A run-of-the-mill inspirational story like this needs some thing extra—stellar acting, a great score, powerful dialogue, or clever cinematography—to set itself apart.

Those of us with a fondness for Remember the Titans, Brian’s Song, or Friday Night Lights could make some reasonable predictions about Gary Fleder’s The Express. There would be a hard-nosed coach, a young student with immeasurable potential on the football field, some barriers—namely race relations—in his way, and a triumphant victory over those barriers at the conclusion.

Don’t get me wrong. These stories, while similar sounding, are each important in their own way. Each break in the color barrier for sports had its weight. The Express starts at the beginning, when Jackie Robinson joined the Brooklyn Dodgers.

But if faithful remakes can be better than originals, there was no reason this movie could not have offered something new or brilliant to the genre.
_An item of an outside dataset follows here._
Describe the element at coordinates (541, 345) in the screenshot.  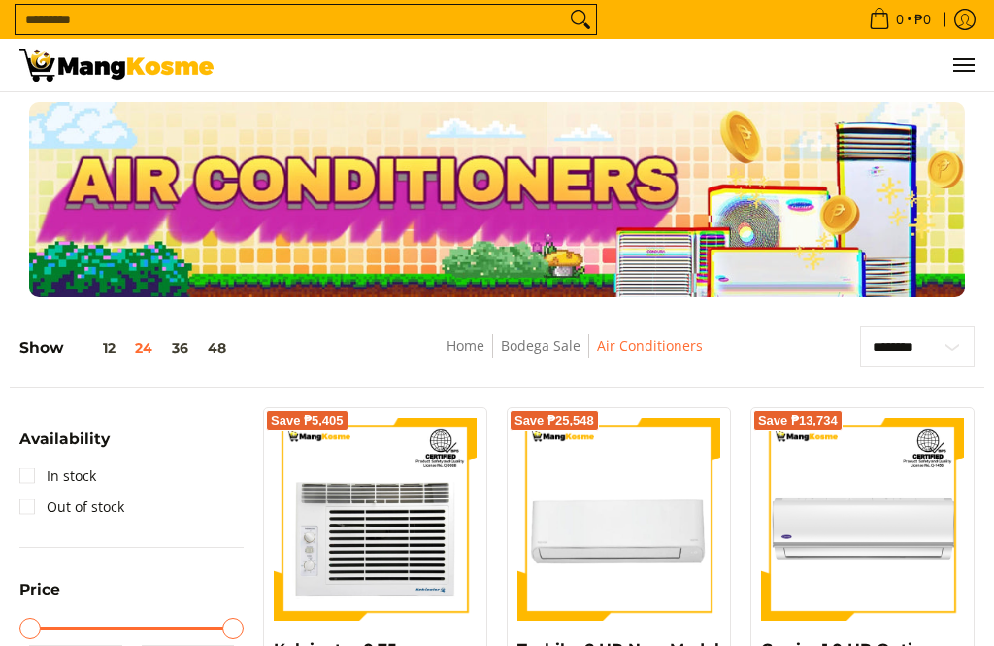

The predictable ascent of Ernie Davis’s high school performance, followed by the possibility of his being better than the greats (Jim Brown, in this case) is just too standard of an offering. A run-of-the-mill inspirational story like this needs some thing extra—stellar acting, a great score, powerful dialogue, or clever cinematography—to set itself apart. The Express fumbles in not going the extra distance.

Lead actors Rob Brown and Dennis Quaid give good (not great) performances as Ernie Davis, Jr. and coach Rob Schwartzwalder. Quaid proves to be a gruffer Syracuse University head football coach than expected, but in the big moments when he should have delivered a Denzel Washington–style one-liner, he has very little to say. He looks and acts like your typical football coach who sometimes drills his players for no reason.
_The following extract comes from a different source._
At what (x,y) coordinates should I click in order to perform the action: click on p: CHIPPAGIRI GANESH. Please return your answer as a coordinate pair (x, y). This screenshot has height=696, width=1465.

There are no memorable lines and hardly any moments when you admire the coach for his character. Rob Brown also gives a no-frills performance, portraying Davis’s cool shyness around women and his aggressive stance towards his passive-aggressive head coach. His performance leaves the viewer with few complaints but equally few compliments.

As for the camera’s eye view, there are over-dramatized catches down the field, tackles in practice, and metaphorical uses of football spewed all over this two-hour epic. Swelling strings, slow-motion catches, and pounding tackles against the practice dummy come exactly when you think they will. Even for suckers for dramatic football plays, the central game of the movie, 1961’s Cotton Bowl game, will drag on much too long.
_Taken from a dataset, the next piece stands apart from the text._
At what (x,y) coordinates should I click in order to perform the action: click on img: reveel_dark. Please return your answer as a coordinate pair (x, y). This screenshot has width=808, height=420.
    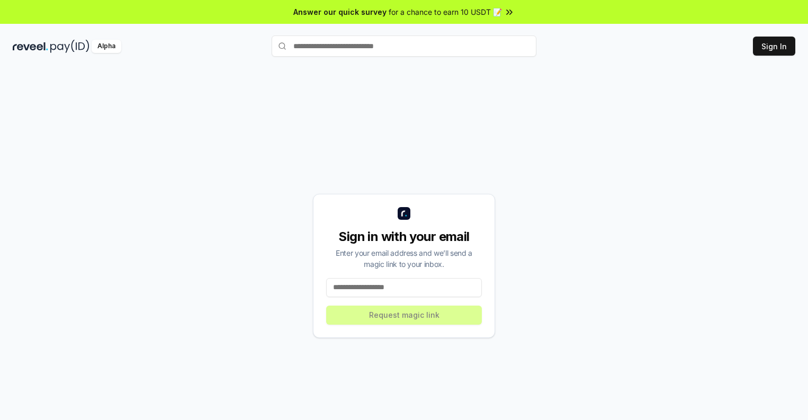
    Looking at the image, I should click on (30, 46).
In the game, Davis is denied a touchdown and the coach replaces him with a white running back to score. Davis had injured his hamstring a day earlier, and at halftime, Schwartzwalder uses this as an excuse to leave Davis in the locker room for fear of further backlash on the way home from the game. The 20-year-old later storms out onto the field and overrides his coach’s decision by pointing out that one cannot play by the rules he claims to denounce if progress is to be made.

Davis sheds two main words of wisdom in the film. First, you cannot be just like the greats, you have to be better than them. Davis never claimed to want to be Jim Brown, though he could recite his average yards-per-carry in a heartbeat. He wanted to be the best overall, not just the best black player. The second adage is that in the end, football is just a game. The thing that matters is what you play for.

For all the attempted inspiration that falls flat through most of the movie, these last two lines at least provide closure. Compared to other movies in the genre, the central issue is different in that the bulk of racial discrimination is not between teammates but from outside teams and individuals. This places Davis’s feat in a larger, national perspective that causes President Kennedy to congratulate the young man face-to-face.

The fact that Davis led his team to victory at the Cotton Bowl and was not allowed to the awards reception at a white-only club signals that this historical period was supremely transitional. This time deserved a big-screen adaptation, but it should have been handled with more care. Consequently, The Express is simply standard fodder for occasional moviegoers who like football.